The relatively low cost of validating an instrument is significant since FDA pre-certification of off-the-shelf PRO tools is rare, and even then requires a review to determine that it is relevant to the drug development program for which it is being proposed. A definitive ruling on a PRO's validity usually doesn't come until the trials are over and the new drug application has been submitted to the agency, thus adding to the overall regulatory risk of the project.

"CDER is in the process of drafting a guidance that will describe the process of how PROs, as well as certain other drug development tools, can be formally reviewed by CDER in advance of use in a drug evaluation clinical trial," said Burke. The review procedure also would allow FDA to "provide a clear statement of what purposes and in which circumstances the PRO is well suited and justified for use."

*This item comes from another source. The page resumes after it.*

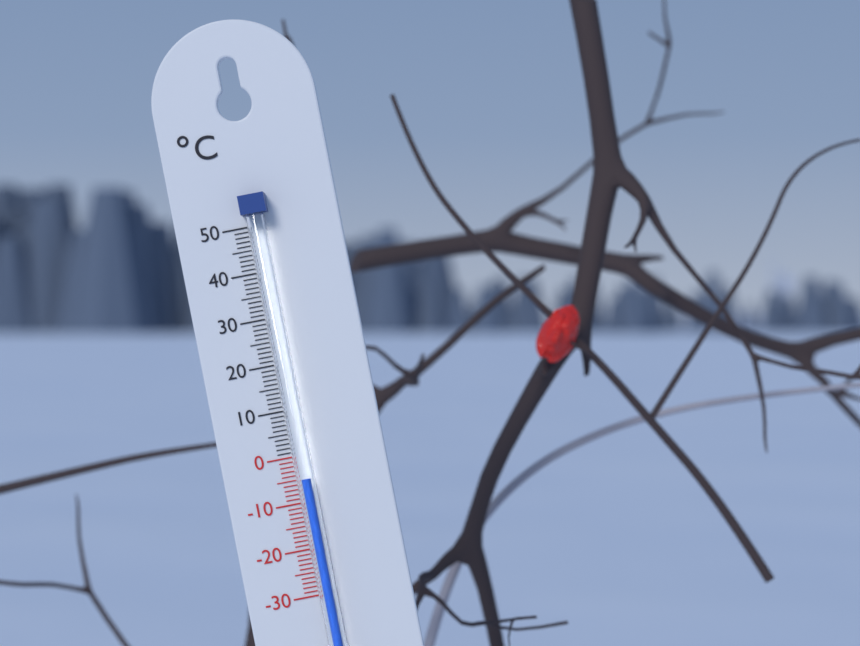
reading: -5 °C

The added regulatory risk hasn't stopped many companies from pursuing PROs when they are the only way to capture relevant clinical outcomes. For instance, in 2005 10 companies formed a consortium to develop a PRO survey that measured the frequency, severity and duration of exacerbations of chronic pulmonary obstructive disease (COPD), which almost always occur away from a physician's presence. It already has been used as a measurement instrument in clinical trials even though it has yet to receive FDA approval.

"The idea was to bring together all the available expertise including academics and regulatory people to come up with one instrument for COPD trials," said Nancy Kline Leidy, senior vice president for scientific affairs at United BioSource Corp., which is leading the consortium. The project is funded with grants from the 10 firms.

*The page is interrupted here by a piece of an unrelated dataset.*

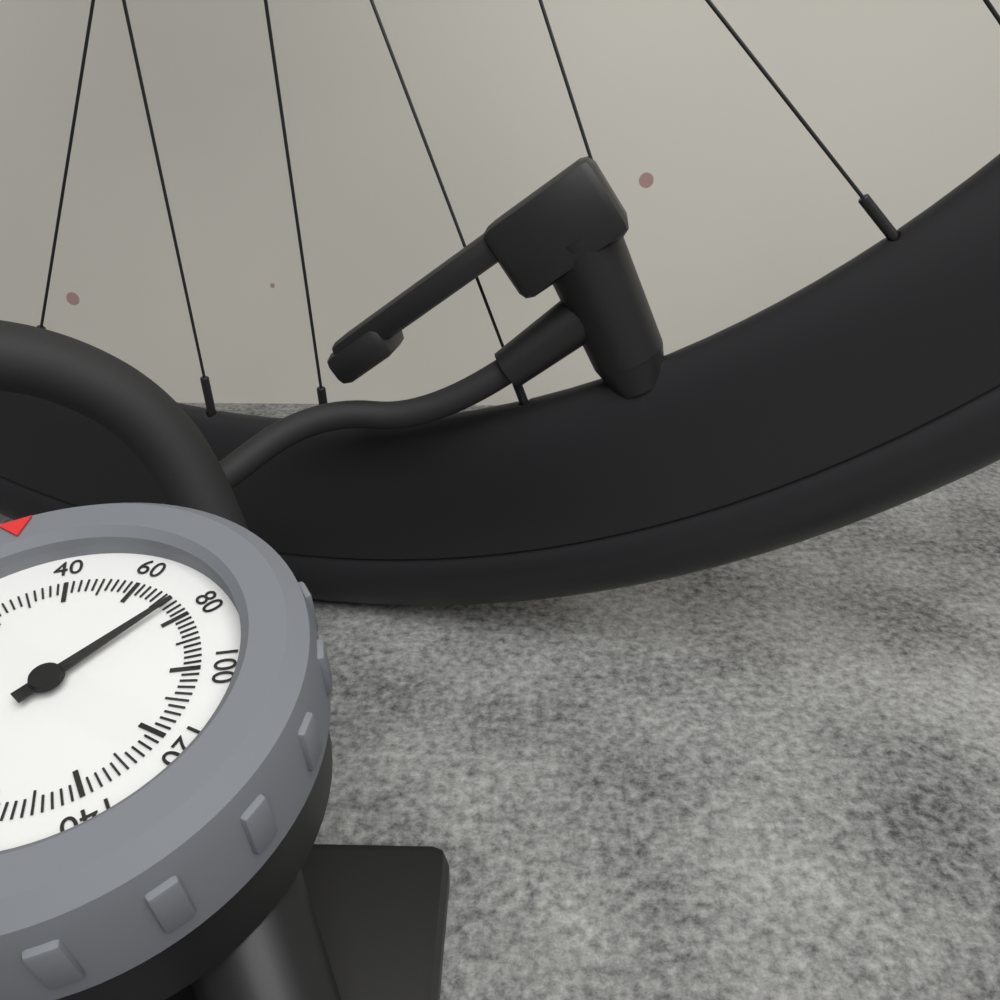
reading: 74 psi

The EXACT tool (EXAcerbation of COPD Tool) gives patients a personal digital assistant to answer 14 questions just before bedtime. The questionnaire measures the rate, severity, and duration of that day's flare-ups. The consortium validated the survey by testing it in 410 COPD patients. One company already has used the test to measure the effectiveness of an anti-infective therapy that attacks bacteria which may cause the COPD flare-ups. "The FDA has the final dossier now to qualify the instrument for use," Reidy said.

The use of electronic data-gathering in PROs (like the handheld device used for EXACT) is growing, too. FDA in its final guidance took note of published research suggesting patients given paper-based surveys often filled them out in the parking lot just before visiting the physician who enrolled them in the clinical trial. Daily diaries that measure, say, pain or sleep patterns are considered more accurate when filled out in real time rather than days or weeks later.

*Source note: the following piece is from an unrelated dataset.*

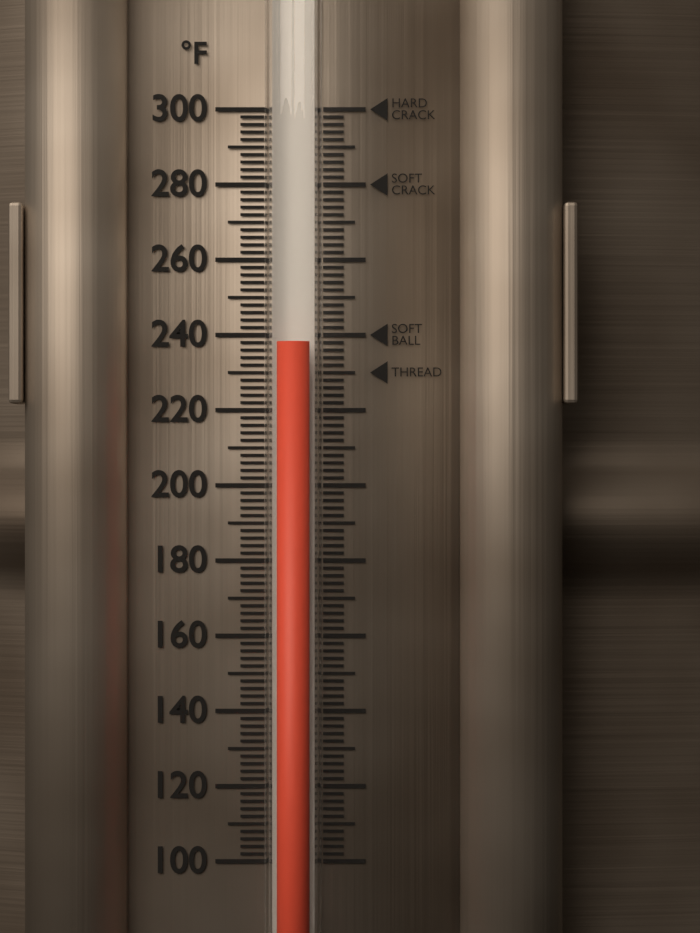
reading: 238 °F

There are several firms now selling electronic PRO solutions. In addition to handheld devices, their products range from answering the PRO surveys using a telephone touch pad to answering the questions by visiting a Web site. Each allows the firm running the trial to know exactly when the questions were answered. "It gives the sponsor a level of confidence that the evidence was gathered when they said it was gathered," said Keith Wenzel, who pitches "ePRO" solutions for Parexel's Perceptive Informatics division.

"The proportion of electronic PRO tools is growing," Burke noted.

It's taken a long time to get to the point where FDA was willing to accept that a number generated by a patient survey accurately reflects a clinical outcome. The change, United BioSource's Leidy said, was as much a product of the patient-rights revolution as it was the evolution of the underlying science.

"Consumers were becoming more active and vocal in their care, so the need for this kind of instrument was becoming more important," she said. "That drove the need to come up with more standardization and being more scientific about how patients feel. It was an evolutionary process."